This is an image picked up from the third bulletin belonging to the 2nd volume of the fanzine [27, p. 25]. It was aimed for readers and aficionados to understand how to program characters that looked like a spacecraft. The goal was to persuade programmers to stop using an asterisk shape (*) and start programming, for example, a figure like the one inside this illustration. Here, we may also read the following quote in Spanish language: ‘To understand how to build these patterns, we are going to use this spacecraft as an example’.

Even though Sinclair machines were very popular among hobbyists, practitioners and early computer users, Lean claims that the ‘ZX Spectrum’ had much wider appeal, and in the computer literacy culture of the 1980s, programming was an important element of mainstream home computing: ‘Sinclair computing was embedded in a context that encouraged and facilitated programming. […] Further program listings and more detailed knowledge were available from a multitude of cheap and easily accessible books’ [8, p. 60]. Moreover, this computer model was intended for ‘the man in the street’ who knew little about computers, but wanted to learn (p. 54).
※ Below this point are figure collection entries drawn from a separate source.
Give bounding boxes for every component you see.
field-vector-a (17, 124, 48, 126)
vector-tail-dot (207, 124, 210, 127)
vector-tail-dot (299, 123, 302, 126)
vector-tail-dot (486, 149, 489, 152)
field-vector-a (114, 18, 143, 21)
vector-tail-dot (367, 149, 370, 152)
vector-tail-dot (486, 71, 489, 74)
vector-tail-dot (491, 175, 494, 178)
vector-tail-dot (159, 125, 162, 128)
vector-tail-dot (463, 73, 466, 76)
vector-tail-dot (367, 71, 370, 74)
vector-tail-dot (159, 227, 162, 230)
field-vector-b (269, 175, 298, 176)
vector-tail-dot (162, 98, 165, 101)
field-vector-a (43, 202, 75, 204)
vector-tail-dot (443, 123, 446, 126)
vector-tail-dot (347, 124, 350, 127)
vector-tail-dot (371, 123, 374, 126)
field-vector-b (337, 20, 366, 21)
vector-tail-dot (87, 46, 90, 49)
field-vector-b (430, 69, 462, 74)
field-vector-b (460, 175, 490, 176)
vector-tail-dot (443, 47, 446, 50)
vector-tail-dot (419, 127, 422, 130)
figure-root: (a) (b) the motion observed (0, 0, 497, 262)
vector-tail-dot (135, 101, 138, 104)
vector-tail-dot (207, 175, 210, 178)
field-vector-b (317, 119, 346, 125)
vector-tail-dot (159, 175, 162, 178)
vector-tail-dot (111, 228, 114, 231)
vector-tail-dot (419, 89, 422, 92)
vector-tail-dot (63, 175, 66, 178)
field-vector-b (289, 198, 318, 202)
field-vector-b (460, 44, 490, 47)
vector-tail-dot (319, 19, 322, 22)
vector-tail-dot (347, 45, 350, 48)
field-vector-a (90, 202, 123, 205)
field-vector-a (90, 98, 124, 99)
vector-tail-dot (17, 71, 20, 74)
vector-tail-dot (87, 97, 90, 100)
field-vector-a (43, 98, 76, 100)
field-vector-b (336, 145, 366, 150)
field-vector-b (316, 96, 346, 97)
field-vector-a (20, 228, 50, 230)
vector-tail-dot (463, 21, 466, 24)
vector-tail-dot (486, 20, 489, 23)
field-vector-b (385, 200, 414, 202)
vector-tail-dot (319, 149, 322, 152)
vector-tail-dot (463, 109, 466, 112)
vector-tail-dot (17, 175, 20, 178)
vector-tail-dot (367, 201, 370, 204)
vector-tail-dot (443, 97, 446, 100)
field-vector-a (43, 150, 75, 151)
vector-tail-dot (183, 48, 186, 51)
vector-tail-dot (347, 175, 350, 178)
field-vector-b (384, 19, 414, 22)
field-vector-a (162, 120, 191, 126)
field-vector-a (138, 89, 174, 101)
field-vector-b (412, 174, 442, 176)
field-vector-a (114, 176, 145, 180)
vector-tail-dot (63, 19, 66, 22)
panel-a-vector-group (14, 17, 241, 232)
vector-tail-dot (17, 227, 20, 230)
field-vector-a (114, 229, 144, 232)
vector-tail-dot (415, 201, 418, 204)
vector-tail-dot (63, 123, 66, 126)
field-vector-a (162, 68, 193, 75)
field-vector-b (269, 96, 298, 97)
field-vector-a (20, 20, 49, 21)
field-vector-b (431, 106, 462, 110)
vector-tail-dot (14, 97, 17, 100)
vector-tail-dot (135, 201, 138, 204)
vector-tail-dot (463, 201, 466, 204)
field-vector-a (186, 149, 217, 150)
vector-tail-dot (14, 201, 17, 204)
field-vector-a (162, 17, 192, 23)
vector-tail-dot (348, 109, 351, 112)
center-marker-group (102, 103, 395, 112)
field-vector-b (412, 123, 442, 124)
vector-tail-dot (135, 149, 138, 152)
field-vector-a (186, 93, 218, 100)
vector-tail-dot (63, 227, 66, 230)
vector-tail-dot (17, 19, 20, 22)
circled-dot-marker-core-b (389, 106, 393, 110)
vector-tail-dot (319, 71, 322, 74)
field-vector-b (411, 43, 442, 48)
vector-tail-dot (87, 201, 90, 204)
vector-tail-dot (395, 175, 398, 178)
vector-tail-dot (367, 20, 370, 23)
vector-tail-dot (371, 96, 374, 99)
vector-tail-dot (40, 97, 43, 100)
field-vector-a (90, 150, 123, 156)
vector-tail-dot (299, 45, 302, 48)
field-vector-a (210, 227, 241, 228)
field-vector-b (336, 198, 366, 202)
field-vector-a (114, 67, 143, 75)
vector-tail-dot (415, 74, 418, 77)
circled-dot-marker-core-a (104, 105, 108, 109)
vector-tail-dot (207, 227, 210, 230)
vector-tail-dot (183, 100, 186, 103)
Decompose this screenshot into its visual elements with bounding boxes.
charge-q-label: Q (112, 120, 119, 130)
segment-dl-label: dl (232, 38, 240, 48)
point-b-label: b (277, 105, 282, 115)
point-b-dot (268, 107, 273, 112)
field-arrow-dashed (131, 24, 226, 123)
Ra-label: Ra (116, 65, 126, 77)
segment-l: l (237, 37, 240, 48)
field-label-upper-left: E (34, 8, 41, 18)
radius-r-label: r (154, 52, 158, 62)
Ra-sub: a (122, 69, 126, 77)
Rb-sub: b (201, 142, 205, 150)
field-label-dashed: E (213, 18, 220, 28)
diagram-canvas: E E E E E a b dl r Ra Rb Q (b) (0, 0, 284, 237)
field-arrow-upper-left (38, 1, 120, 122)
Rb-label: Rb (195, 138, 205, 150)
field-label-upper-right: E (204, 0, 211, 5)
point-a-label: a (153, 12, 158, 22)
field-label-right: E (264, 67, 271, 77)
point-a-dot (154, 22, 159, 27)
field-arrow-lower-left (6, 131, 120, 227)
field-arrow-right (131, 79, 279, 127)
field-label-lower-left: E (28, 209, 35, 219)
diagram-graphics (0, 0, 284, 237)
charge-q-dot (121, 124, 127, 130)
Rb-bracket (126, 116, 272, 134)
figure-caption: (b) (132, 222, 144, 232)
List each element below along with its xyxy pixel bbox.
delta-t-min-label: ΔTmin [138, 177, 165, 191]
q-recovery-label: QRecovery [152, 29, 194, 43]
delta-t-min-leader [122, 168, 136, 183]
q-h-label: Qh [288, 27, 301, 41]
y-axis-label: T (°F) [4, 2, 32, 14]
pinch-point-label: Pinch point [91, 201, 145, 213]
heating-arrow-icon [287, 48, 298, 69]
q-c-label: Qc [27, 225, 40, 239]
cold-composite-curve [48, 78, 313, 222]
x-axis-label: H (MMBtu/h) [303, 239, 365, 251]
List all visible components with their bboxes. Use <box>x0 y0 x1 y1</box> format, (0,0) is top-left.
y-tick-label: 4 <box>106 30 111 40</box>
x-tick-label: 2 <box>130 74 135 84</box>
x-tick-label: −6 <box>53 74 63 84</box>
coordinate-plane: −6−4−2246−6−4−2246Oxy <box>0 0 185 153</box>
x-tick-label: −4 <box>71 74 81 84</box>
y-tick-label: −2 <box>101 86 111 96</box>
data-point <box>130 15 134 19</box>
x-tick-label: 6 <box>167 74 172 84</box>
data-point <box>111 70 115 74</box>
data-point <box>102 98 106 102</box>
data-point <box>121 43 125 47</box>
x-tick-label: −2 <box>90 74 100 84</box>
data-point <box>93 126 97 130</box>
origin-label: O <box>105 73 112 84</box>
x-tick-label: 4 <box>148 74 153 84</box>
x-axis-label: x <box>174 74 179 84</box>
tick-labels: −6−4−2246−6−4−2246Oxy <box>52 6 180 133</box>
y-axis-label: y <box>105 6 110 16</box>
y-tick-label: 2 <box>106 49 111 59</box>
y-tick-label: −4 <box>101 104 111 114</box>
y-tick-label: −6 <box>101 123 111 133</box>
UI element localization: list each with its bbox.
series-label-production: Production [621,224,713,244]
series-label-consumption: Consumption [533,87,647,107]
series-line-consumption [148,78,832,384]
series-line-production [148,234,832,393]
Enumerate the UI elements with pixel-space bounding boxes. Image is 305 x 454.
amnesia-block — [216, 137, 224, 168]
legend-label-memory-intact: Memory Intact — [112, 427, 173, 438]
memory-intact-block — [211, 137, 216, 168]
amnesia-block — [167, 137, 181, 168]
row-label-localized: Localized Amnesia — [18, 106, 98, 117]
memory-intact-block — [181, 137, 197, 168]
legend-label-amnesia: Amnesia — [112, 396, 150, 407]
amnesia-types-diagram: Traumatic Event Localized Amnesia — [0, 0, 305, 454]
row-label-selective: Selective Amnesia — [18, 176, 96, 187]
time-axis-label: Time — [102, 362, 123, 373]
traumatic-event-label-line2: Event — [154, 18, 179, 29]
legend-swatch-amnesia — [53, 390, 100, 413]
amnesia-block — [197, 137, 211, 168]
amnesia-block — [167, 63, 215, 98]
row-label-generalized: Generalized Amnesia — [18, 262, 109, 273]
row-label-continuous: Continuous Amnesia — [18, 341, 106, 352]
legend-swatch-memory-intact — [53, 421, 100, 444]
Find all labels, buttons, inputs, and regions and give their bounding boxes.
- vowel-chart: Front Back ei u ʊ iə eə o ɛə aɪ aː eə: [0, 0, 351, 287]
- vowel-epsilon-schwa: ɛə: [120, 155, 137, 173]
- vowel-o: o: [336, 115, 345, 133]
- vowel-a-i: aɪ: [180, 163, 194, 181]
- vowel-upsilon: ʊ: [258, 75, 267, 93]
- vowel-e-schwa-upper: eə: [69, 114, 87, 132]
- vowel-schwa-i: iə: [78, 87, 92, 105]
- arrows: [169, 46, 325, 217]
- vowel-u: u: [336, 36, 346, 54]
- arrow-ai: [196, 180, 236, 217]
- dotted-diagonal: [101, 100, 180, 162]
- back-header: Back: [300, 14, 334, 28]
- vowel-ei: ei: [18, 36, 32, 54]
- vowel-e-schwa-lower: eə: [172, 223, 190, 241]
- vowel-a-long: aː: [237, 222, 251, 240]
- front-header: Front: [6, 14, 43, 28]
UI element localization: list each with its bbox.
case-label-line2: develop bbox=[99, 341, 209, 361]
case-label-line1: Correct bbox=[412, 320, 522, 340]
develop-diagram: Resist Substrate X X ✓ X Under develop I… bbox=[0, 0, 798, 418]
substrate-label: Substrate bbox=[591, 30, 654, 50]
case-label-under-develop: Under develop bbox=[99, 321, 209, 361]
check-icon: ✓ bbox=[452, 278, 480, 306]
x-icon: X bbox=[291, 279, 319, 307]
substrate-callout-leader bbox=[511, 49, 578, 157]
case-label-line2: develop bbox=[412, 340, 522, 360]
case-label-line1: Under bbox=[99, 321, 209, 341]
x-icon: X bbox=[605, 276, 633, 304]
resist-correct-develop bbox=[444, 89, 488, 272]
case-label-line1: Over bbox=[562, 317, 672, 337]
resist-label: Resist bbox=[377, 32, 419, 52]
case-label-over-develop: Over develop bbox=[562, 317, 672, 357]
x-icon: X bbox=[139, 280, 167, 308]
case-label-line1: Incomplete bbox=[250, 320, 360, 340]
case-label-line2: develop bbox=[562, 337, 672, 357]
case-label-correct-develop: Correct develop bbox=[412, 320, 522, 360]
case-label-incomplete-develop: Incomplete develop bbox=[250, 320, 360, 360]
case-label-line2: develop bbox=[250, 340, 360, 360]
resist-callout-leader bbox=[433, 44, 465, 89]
As Clive Sinclair pointed out, ‘the idea I had was that people could educate themselves and amuse themselves by understanding what programming meant and doing some programming at home’ (p. 54).

Notwithstanding this and despite the expectations of computer designers and manufacturers –which very often highlighted the educational and working applications of computers–, ‘ZX Spectrum’ and other microcomputers ended up being used in Spain for other purposes such as entertainment [7]. Sinclair had in fact anticipated that games would be among the uses of their home computers, but seemed quite surprised to the extent to which this finally occurred [8, p. 64].Footnote 5 Regarding this, Gómez argues that this might have happened because software with educational purposes was not abundant in Spain at that time.Footnote 6 In any case, he also notes that ‘ZX Spectrum’ became one of the most notorious entertainment platforms in the mid-eighties, thus enabling the circulation of related literature, particularly specialized publications that were selected mostly by Spanish teenagers to start learning computer programming [7]. In this space between work and leisure, Alberts and Oldenziel point out that ‘tinkering with computers was not all about hacking: fun and fascination were equally inspiring. In appropriating and tinkering with the new technology, the ludological element was part of the effort to make the computers one’s own’ [13, pp. 14–15].

Hence, by taking a look into the ‘ZX81’ and ‘ZX Spectrum’ models through the uses that some of the affiliates and collaborators reported in the NZXU’s fanzine, we may be able to see the importance of playfulness as a key factor for the production of computing knowledge, just at a time when computing and the early home computers and microcomputers were taking off, along with the advent of an incipient video games sector. Nevertheless, it should also be noted that many of those joining the clubs were not the hacker enthusiasts who have attracted so much attention as personal computer pioneers, but everyday people who just wanted to learn about computers in a supportive environment [8, p. 58]. Users, as Alberts and Oldenziel remind us, often do not form official organizations but come together in communities that shape the direction of innovations [13, p. 7].

3 The Creation and First Steps of the NZXU and Its Fanzine

The regular publications of the NZXU were among the earliest microcomputing magazines published in Spain. The club was created in 1982 by Josep Oriol Tomas, a 20-year-old who had been studying telecommunications in Barcelona up until that moment. Within the next two years, from 1982 to 1984, the NZXU published fourteen bulletins, the first eight written by Josep Oriol himself using only a typewriter. For the purposes of this paper, I will consider these first eight bulletins. These fanzines were mostly focused on educational, working and entertainment software, and its content was made up of contributions, not only by Josep Oriol, but also by the NZXU affiliates, which had reached nearly two thousand registered members at its end, in 1984.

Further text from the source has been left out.